Scenario 2: Enterprise Application Suite
Challenge: Large enterprise has 20+ applications. Users belong to multiple departments but each app should only see relevant roles.
Solution: Configure Group Verification Request per application:
- Finance App: Only verify
finance-departmentgroups - Engineering App: Only verify
engineering-departmentgroups - HR App: Only verify
hr-departmentgroups
Result: Users get application-specific tokens with only relevant roles, preventing role confusion and keeping tokens small.
Scenario 3: Compliance and Audit Requirements
Challenge: Need to ensure users only access resources they're authorized for, with full audit trail.
Solution: Group Verification ensures:
- Only verified group memberships appear in tokens
- All verification attempts are logged
- Failed verifications block access automatically
Result: Complete audit trail of who accessed what, when, and why access was granted or denied.
Flattened Role Lists
A Flattened Role List means that all the user's permissions are listed in a simple, flat structure — no hierarchies, no nested groups, and no role chaining.
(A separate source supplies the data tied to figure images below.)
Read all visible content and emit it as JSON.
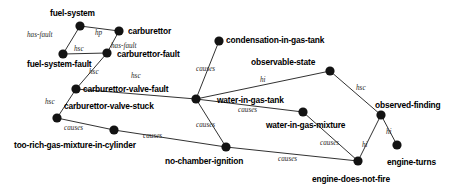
{
  "diagram": {
    "width": 465,
    "height": 188,
    "node_color": "#131313",
    "edge_color": "#1a1a1a",
    "background": "#ffffff",
    "nodes": [
      {
        "id": "fuel-system",
        "label": "fuel-system",
        "x": 80,
        "y": 26,
        "lx": 50,
        "ly": 9
      },
      {
        "id": "carburettor",
        "label": "carburettor",
        "x": 119,
        "y": 31,
        "lx": 128,
        "ly": 27
      },
      {
        "id": "fuel-system-fault",
        "label": "fuel-system-fault",
        "x": 63,
        "y": 54,
        "lx": 27,
        "ly": 60
      },
      {
        "id": "carburettor-fault",
        "label": "carburettor-fault",
        "x": 107,
        "y": 53,
        "lx": 117,
        "ly": 50
      },
      {
        "id": "carburettor-valve-fault",
        "label": "carburettor-valve-fault",
        "x": 76,
        "y": 89,
        "lx": 83,
        "ly": 85
      },
      {
        "id": "carburettor-valve-stuck",
        "label": "carburettor-valve-stuck",
        "x": 57,
        "y": 118,
        "lx": 64,
        "ly": 102
      },
      {
        "id": "too-rich-gas-mixture-in-cylinder",
        "label": "too-rich-gas-mixture-in-cylinder",
        "x": 114,
        "y": 130,
        "lx": 14,
        "ly": 141
      },
      {
        "id": "condensation-in-gas-tank",
        "label": "condensation-in-gas-tank",
        "x": 219,
        "y": 41,
        "lx": 226,
        "ly": 36
      },
      {
        "id": "observable-state",
        "label": "observable-state",
        "x": 330,
        "y": 71,
        "lx": 251,
        "ly": 58
      },
      {
        "id": "water-in-gas-tank",
        "label": "water-in-gas-tank",
        "x": 196,
        "y": 99,
        "lx": 217,
        "ly": 96
      },
      {
        "id": "water-in-gas-mixture",
        "label": "water-in-gas-mixture",
        "x": 303,
        "y": 112,
        "lx": 266,
        "ly": 121
      },
      {
        "id": "observed-finding",
        "label": "observed-finding",
        "x": 381,
        "y": 115,
        "lx": 375,
        "ly": 101
      },
      {
        "id": "engine-turns",
        "label": "engine-turns",
        "x": 397,
        "y": 145,
        "lx": 387,
        "ly": 158
      },
      {
        "id": "no-chamber-ignition",
        "label": "no-chamber-ignition",
        "x": 226,
        "y": 147,
        "lx": 165,
        "ly": 157
      },
      {
        "id": "engine-does-not-fire",
        "label": "engine-does-not-fire",
        "x": 358,
        "y": 161,
        "lx": 312,
        "ly": 175
      }
    ],
    "edges": [
      {
        "from": "fuel-system",
        "to": "fuel-system-fault",
        "label": "has-fault",
        "lx": 27,
        "ly": 32
      },
      {
        "from": "fuel-system",
        "to": "carburettor",
        "label": "hp",
        "lx": 95,
        "ly": 30
      },
      {
        "from": "fuel-system-fault",
        "to": "carburettor-fault",
        "label": "hsc",
        "lx": 74,
        "ly": 46
      },
      {
        "from": "carburettor",
        "to": "carburettor-fault",
        "label": "has-fault",
        "lx": 111,
        "ly": 43
      },
      {
        "from": "carburettor-fault",
        "to": "carburettor-valve-fault",
        "label": "hsc",
        "lx": 89,
        "ly": 69
      },
      {
        "from": "carburettor-valve-fault",
        "to": "carburettor-valve-stuck",
        "label": "hsc",
        "lx": 45,
        "ly": 99
      },
      {
        "from": "carburettor-valve-fault",
        "to": "water-in-gas-tank",
        "label": "hsc",
        "lx": 131,
        "ly": 73
      },
      {
        "from": "carburettor-valve-stuck",
        "to": "too-rich-gas-mixture-in-cylinder",
        "label": "causes",
        "lx": 64,
        "ly": 125
      },
      {
        "from": "condensation-in-gas-tank",
        "to": "water-in-gas-tank",
        "label": "causes",
        "lx": 196,
        "ly": 66
      },
      {
        "from": "water-in-gas-tank",
        "to": "observable-state",
        "label": "hi",
        "lx": 260,
        "ly": 77
      },
      {
        "from": "observable-state",
        "to": "observed-finding",
        "label": "hsc",
        "lx": 356,
        "ly": 85
      },
      {
        "from": "water-in-gas-tank",
        "to": "water-in-gas-mixture",
        "label": "causes",
        "lx": 238,
        "ly": 107
      },
      {
        "from": "water-in-gas-tank",
        "to": "no-chamber-ignition",
        "label": "causes",
        "lx": 196,
        "ly": 122
      },
      {
        "from": "too-rich-gas-mixture-in-cylinder",
        "to": "no-chamber-ignition",
        "label": "causes",
        "lx": 143,
        "ly": 133
      },
      {
        "from": "water-in-gas-mixture",
        "to": "engine-does-not-fire",
        "label": "causes",
        "lx": 320,
        "ly": 140
      },
      {
        "from": "no-chamber-ignition",
        "to": "engine-does-not-fire",
        "label": "causes",
        "lx": 278,
        "ly": 156
      },
      {
        "from": "observed-finding",
        "to": "engine-turns",
        "label": "hi",
        "lx": 386,
        "ly": 129
      },
      {
        "from": "observed-finding",
        "to": "engine-does-not-fire",
        "label": "hi",
        "lx": 362,
        "ly": 142
      }
    ]
  }
}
It's the easiest form of role representation where each role is just a plain entry in a list or array.
Why Flattened Role Lists
- Simplicity: Easy to understand and implement.
- Performance: Fast permission checks.
- Flexibility: Easy to add/remove permissions.
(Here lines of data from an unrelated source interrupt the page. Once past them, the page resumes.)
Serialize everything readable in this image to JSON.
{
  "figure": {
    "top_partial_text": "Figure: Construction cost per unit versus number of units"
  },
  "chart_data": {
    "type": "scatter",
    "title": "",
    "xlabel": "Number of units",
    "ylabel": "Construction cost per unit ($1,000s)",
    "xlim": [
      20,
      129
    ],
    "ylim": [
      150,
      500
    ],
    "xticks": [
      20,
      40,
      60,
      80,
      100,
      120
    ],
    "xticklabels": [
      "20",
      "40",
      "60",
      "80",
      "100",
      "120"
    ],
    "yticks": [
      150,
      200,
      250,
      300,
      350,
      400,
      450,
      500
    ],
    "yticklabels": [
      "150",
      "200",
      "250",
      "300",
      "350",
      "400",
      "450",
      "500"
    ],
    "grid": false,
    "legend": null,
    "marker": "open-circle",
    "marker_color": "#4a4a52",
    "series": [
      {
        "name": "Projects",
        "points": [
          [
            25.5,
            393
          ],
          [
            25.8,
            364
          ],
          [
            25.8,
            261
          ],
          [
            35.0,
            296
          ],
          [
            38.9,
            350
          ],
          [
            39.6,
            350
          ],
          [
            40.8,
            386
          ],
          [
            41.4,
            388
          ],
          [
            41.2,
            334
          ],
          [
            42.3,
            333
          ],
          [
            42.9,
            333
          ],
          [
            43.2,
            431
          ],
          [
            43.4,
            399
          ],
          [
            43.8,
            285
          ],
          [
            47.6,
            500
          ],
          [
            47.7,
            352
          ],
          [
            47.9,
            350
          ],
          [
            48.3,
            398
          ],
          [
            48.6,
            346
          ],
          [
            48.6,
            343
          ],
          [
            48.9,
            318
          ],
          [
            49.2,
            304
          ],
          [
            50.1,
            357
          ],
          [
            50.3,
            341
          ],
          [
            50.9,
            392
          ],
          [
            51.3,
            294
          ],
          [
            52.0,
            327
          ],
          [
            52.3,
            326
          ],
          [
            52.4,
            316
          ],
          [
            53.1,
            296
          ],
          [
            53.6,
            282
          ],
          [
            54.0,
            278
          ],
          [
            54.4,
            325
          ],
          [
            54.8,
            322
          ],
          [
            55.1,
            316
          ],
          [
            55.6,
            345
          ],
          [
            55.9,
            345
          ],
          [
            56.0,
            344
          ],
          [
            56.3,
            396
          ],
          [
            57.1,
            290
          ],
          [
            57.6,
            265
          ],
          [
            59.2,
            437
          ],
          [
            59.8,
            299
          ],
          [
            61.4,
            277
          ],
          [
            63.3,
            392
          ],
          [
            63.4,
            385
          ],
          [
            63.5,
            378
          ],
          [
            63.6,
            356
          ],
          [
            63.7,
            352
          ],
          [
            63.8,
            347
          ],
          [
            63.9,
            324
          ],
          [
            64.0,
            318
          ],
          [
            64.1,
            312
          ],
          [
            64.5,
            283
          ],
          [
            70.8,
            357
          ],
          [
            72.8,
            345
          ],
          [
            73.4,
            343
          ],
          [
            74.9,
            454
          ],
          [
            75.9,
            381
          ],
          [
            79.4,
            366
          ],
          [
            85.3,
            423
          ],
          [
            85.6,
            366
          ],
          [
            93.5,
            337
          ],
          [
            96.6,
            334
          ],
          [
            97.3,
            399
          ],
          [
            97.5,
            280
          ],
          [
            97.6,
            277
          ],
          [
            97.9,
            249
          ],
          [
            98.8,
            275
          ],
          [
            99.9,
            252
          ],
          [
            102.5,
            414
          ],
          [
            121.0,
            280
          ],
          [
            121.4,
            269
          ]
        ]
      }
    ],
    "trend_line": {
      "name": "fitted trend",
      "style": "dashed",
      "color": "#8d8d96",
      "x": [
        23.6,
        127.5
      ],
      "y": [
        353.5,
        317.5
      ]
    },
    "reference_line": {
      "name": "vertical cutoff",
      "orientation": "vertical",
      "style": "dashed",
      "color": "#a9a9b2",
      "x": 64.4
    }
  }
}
- Debugging: Clear what permissions a user has.
- Caching: Easy to cache permission lists.
- Microservices: No need for complex group hierarchies.
Use Case: Open Policy Agent (OPA)
How it works:
- Uses Rego policies with flat permission lists
- No hierarchical structure - just boolean permission checks
- Perfect for JWT role mapping
# OPA Policy using flattened roles
package auth
import input.jwt.claims
# Map JWT roles to permissions
permissions := {
"admin": ["users:read", "users:write", "users:delete", "projects:manage"],
"developer": ["projects:read", "projects:write", "code:commit"],
"user": ["profile:read", "profile:write"]
}
# Check if user has permission
allow {
user_roles := claims.rolesOfGroup
required_permission := input.permission
user_permissions := {p | role := user_roles[_]; p := permissions[role]}
required_permission in user_permissions
}
Integration Examples
For detailed integration examples with Spring Security, Django REST Framework, Apache Shiro, Open Policy Agent (OPA), and other frameworks, see Group Role Restrictions - Integration Examples.
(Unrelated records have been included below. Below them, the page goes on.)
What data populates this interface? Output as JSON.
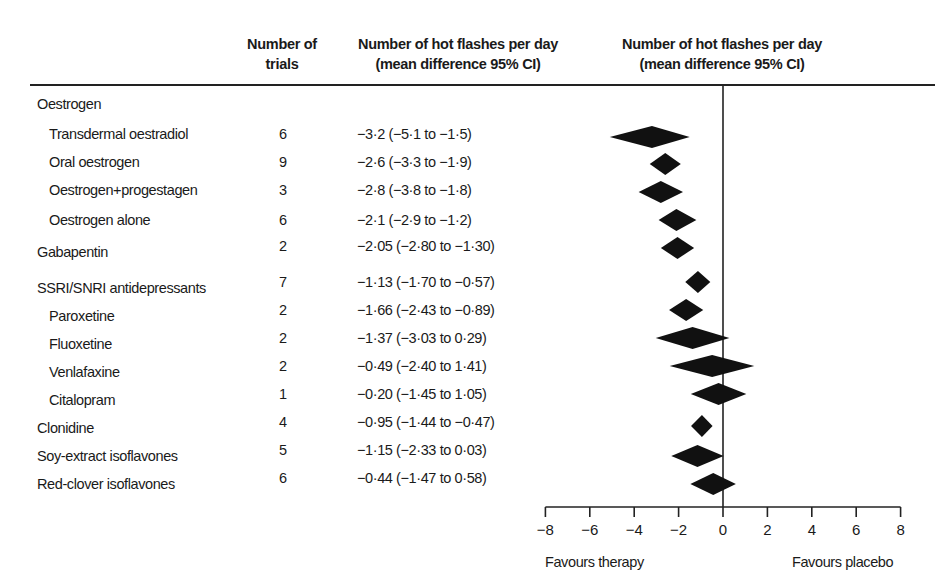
{
  "header": {
    "trials_line1": "Number of",
    "trials_line2": "trials",
    "ci_line1": "Number of hot flashes per day",
    "ci_line2": "(mean difference 95% CI)",
    "plot_line1": "Number of hot flashes per day",
    "plot_line2": "(mean difference 95% CI)"
  },
  "rows": [
    {
      "label": "Oestrogen",
      "indent": false,
      "trials": "",
      "ci": ""
    },
    {
      "label": "Transdermal oestradiol",
      "indent": true,
      "trials": "6",
      "ci": "−3·2 (−5·1 to −1·5)"
    },
    {
      "label": "Oral oestrogen",
      "indent": true,
      "trials": "9",
      "ci": "−2·6 (−3·3 to −1·9)"
    },
    {
      "label": "Oestrogen+progestagen",
      "indent": true,
      "trials": "3",
      "ci": "−2·8 (−3·8 to −1·8)"
    },
    {
      "label": "Oestrogen alone",
      "indent": true,
      "trials": "6",
      "ci": "−2·1 (−2·9 to −1·2)"
    },
    {
      "label": "Gabapentin",
      "indent": false,
      "trials": "2",
      "ci": "−2·05 (−2·80 to −1·30)"
    },
    {
      "label": "SSRI/SNRI antidepressants",
      "indent": false,
      "trials": "7",
      "ci": "−1·13 (−1·70 to −0·57)"
    },
    {
      "label": "Paroxetine",
      "indent": true,
      "trials": "2",
      "ci": "−1·66 (−2·43 to −0·89)"
    },
    {
      "label": "Fluoxetine",
      "indent": true,
      "trials": "2",
      "ci": "−1·37 (−3·03 to 0·29)"
    },
    {
      "label": "Venlafaxine",
      "indent": true,
      "trials": "2",
      "ci": "−0·49 (−2·40 to 1·41)"
    },
    {
      "label": "Citalopram",
      "indent": true,
      "trials": "1",
      "ci": "−0·20 (−1·45 to 1·05)"
    },
    {
      "label": "Clonidine",
      "indent": false,
      "trials": "4",
      "ci": "−0·95 (−1·44 to −0·47)"
    },
    {
      "label": "Soy-extract isoflavones",
      "indent": false,
      "trials": "5",
      "ci": "−1·15 (−2·33 to 0·03)"
    },
    {
      "label": "Red-clover isoflavones",
      "indent": false,
      "trials": "6",
      "ci": "−0·44 (−1·47 to 0·58)"
    }
  ],
  "axis": {
    "ticks": [
      "−8",
      "−6",
      "−4",
      "−2",
      "0",
      "2",
      "4",
      "6",
      "8"
    ],
    "favours_left": "Favours therapy",
    "favours_right": "Favours placebo"
  },
  "colors": {
    "marker": "#111111",
    "axis": "#222222"
  },
  "chart_data": {
    "type": "forest",
    "title": "",
    "xlabel": "Number of hot flashes per day (mean difference 95% CI)",
    "xlim": [
      -8,
      8
    ],
    "xticks": [
      -8,
      -6,
      -4,
      -2,
      0,
      2,
      4,
      6,
      8
    ],
    "reference_line": 0,
    "annotations": [
      "Favours therapy",
      "Favours placebo"
    ],
    "columns": [
      "Number of trials",
      "Number of hot flashes per day (mean difference 95% CI)"
    ],
    "studies": [
      {
        "name": "Oestrogen",
        "group_header": true
      },
      {
        "name": "Transdermal oestradiol",
        "trials": 6,
        "mean": -3.2,
        "lower": -5.1,
        "upper": -1.5
      },
      {
        "name": "Oral oestrogen",
        "trials": 9,
        "mean": -2.6,
        "lower": -3.3,
        "upper": -1.9
      },
      {
        "name": "Oestrogen+progestagen",
        "trials": 3,
        "mean": -2.8,
        "lower": -3.8,
        "upper": -1.8
      },
      {
        "name": "Oestrogen alone",
        "trials": 6,
        "mean": -2.1,
        "lower": -2.9,
        "upper": -1.2
      },
      {
        "name": "Gabapentin",
        "trials": 2,
        "mean": -2.05,
        "lower": -2.8,
        "upper": -1.3
      },
      {
        "name": "SSRI/SNRI antidepressants",
        "trials": 7,
        "mean": -1.13,
        "lower": -1.7,
        "upper": -0.57
      },
      {
        "name": "Paroxetine",
        "trials": 2,
        "mean": -1.66,
        "lower": -2.43,
        "upper": -0.89
      },
      {
        "name": "Fluoxetine",
        "trials": 2,
        "mean": -1.37,
        "lower": -3.03,
        "upper": 0.29
      },
      {
        "name": "Venlafaxine",
        "trials": 2,
        "mean": -0.49,
        "lower": -2.4,
        "upper": 1.41
      },
      {
        "name": "Citalopram",
        "trials": 1,
        "mean": -0.2,
        "lower": -1.45,
        "upper": 1.05
      },
      {
        "name": "Clonidine",
        "trials": 4,
        "mean": -0.95,
        "lower": -1.44,
        "upper": -0.47
      },
      {
        "name": "Soy-extract isoflavones",
        "trials": 5,
        "mean": -1.15,
        "lower": -2.33,
        "upper": 0.03
      },
      {
        "name": "Red-clover isoflavones",
        "trials": 6,
        "mean": -0.44,
        "lower": -1.47,
        "upper": 0.58
      }
    ]
  }
}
The integration guide includes:
- Complete code examples for each framework
- How to extract and use JWT token claims (
rolesOfGroup,groupIds,allowedGroups) - Best practices for permission mapping
- Common integration patterns
Technical Integration
The following APIs are available for managing group verification requests and performing authorization checks:
Authorization and Access Verification
| API | Description | Link |
|---|---|---|
| Check User Group Restrictions | Verify individual user access permissions by checking group memberships and roles. Use this API for real-time authorization checks, pre-flight permission validation, or custom authorization logic. | View API |
Group Verification Request Management
| API | Description | Link |
|---|---|---|
| Get All Group Verification Requests | Retrieve all group verification requests using graph filter | View API |
| Create Group Verification Request | Create a new persistent group verification request that can be reused by reference ID | View API |
| Get Group Verification Request by ID | Retrieve a specific group verification request by its unique ID | View API |
| Update Group Verification Request by ID | Update an existing group verification request | View API |
| Delete Group Verification Request by ID | Delete a group verification request | View API |
| Verify User Group Restrictions by Request ID | Verify user access using a stored verification request ID and user sub (GET method) | View API |
Summary
This entire setup is a smart permission check during login. It makes sure:
- Your roles and groups are checked against what the app expects.
- Your token stays small and precise.
- Only the needed permissions go into your access card (token).